View allAll Photos Tagged sorrow...
Dr. Tapan Kumar Mahata, a veterinary doctor by profession is watching bereaved ongoing ritual works before a last funeral procession of his sasur (wife's father).
Pluck this little flower and take it, delay not! I fear lest it
droop and drop into the dust.
I may not find a place in thy garland, but honour it with a touch of
pain from thy hand and pluck it. I fear lest the day end before I am
aware, and the time of offering go by.
Though its colour be not deep and its smell be faint, use this flower
in thy service and pluck it while there is time.
In the gloom and darkness of the night, when there is a sudden flash of light, a person will recognize objects;
in the same way, the one with a flash of insight sees according to reality--
"This is how sorrow works; this is how it arises;
this is how it can come to an end; this is the path leading to that end."
-Lord Buddha, Anguttara Nikaya
This man alaweys sitdown on one of Alahverdykhan bridge booth, in Isfahan.his music melody is full of sorrow.if you stand and listen to his melody he look at you and dedicate you a sorrow smile, and ask you alittle money with his look.
Forest Hill Cemetery, Ann Arbor.
Info found from Flickr Member Wystan; This is the statue of Niobe, who kneels atop the Samuel Feinberg monument (1918), in Forest Hill Cemetery, Ann Arbor. Feinberg, 28, was a medical student at the University of Michigan when he died in the Spanish Influenza pandemic that followed the first World War. A native of Bulgaria, he left a widow in Toledo, Ohio. The 1919 Michiganensian (U-M yearbook) was dedicated to Feinberg's memory.
Niobe, who lost her children one at a time through the caprice of the gods (and was forced to watch as each in turn died a more terrible death) became the symbol of mourning in Greek mythology.
Vandals have broken the nose of this figure, and cracked several of her delicate fingers. They have entirely obliterated a photograph of Feinberg that was attached to the monument's base.
Finding solace amid the sorrow, the National September 11 Memorial & Museum at the World Trade Center, after several years of preparation, opened its doors at Ground Zero in New York City at the location where the Twin Towers once stood. This photograph was taken by Dianne Stratton Corzo in April 2002 and shows Trinity Church, near Ground Zero, and the American Flag hanging from a bridge; her images of the aftermath of 9/11 have been shown in numerous venues such as museums, galleries, and cultural and civic centers (photo courtesy of the artist).
Taken in a cemetery... I think it's pretty gloomy. She does not look like a happy little stone angel.
"Wait, for now.
Distrust everything, if you have to.
But trust the hours. Haven't they
carried you everywhere, up to now?
Personal events will become interesting again.
Hair will become interesting.
Pain will become interesting.
Buds that open out of season will become lovely again.
Second-hand gloves will become lovely again,
their memories are what give them
the need for other hands. And the desolation
of lovers is the same: that enormous emptiness
carved out of such tiny beings as we are
asks to be filled; the need
for the new love is faithfulness to the old.
Wait.
Don't go too early.
You're tired. But everyone's tired.
But no one is tired enough.
Only wait a while and listen.
Music of hair,
Music of pain,
music of looms weaving all our loves again.
Be there to hear it, it will be the only time,
most of all to hear,
the flute of your whole existence,
rehearsed by the sorrows, play itself into total exhaustion."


- **Task prompt**
All lines from the one that contains "Describe the element" through the close of the entries below are to be repeated exactly, without any pictures.

- **Source material**
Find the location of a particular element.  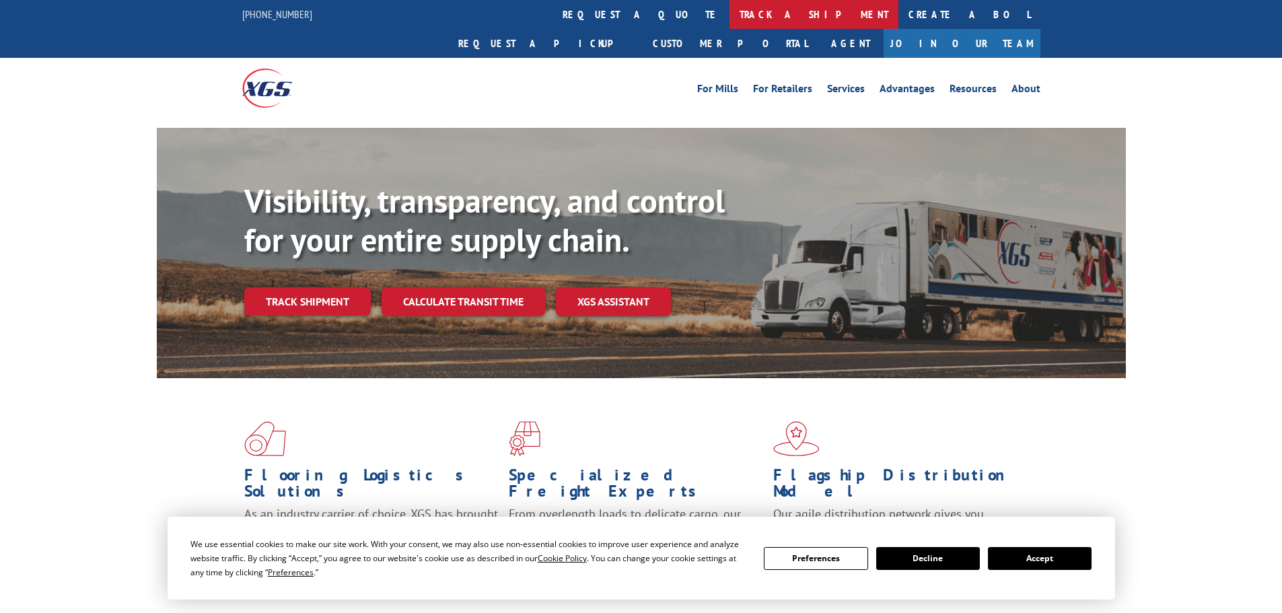

div: We use essential cookies to make our site work. With your consent, we may also use non-essential ... is located at coordinates (469, 558).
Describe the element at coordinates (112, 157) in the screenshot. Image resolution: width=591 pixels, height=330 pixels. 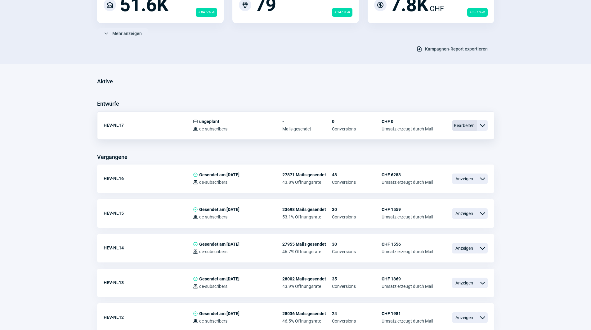
I see `h3: Vergangene` at that location.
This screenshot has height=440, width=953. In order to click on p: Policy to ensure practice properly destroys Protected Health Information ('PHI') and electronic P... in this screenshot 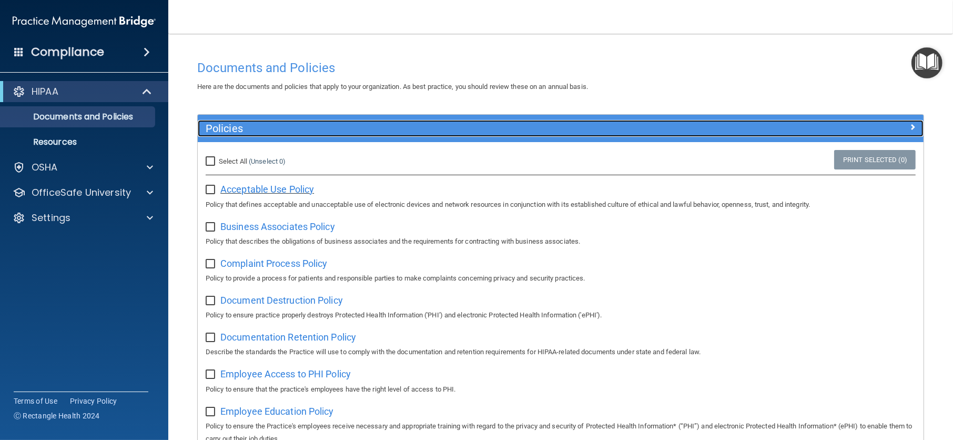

- **Response to the exercise**
Describe the element at coordinates (112, 157) in the screenshot. Image resolution: width=591 pixels, height=330 pixels. 
I see `h3: Vergangene` at that location.
This screenshot has height=440, width=953. In order to click on p: Policy to ensure practice properly destroys Protected Health Information ('PHI') and electronic P... in this screenshot 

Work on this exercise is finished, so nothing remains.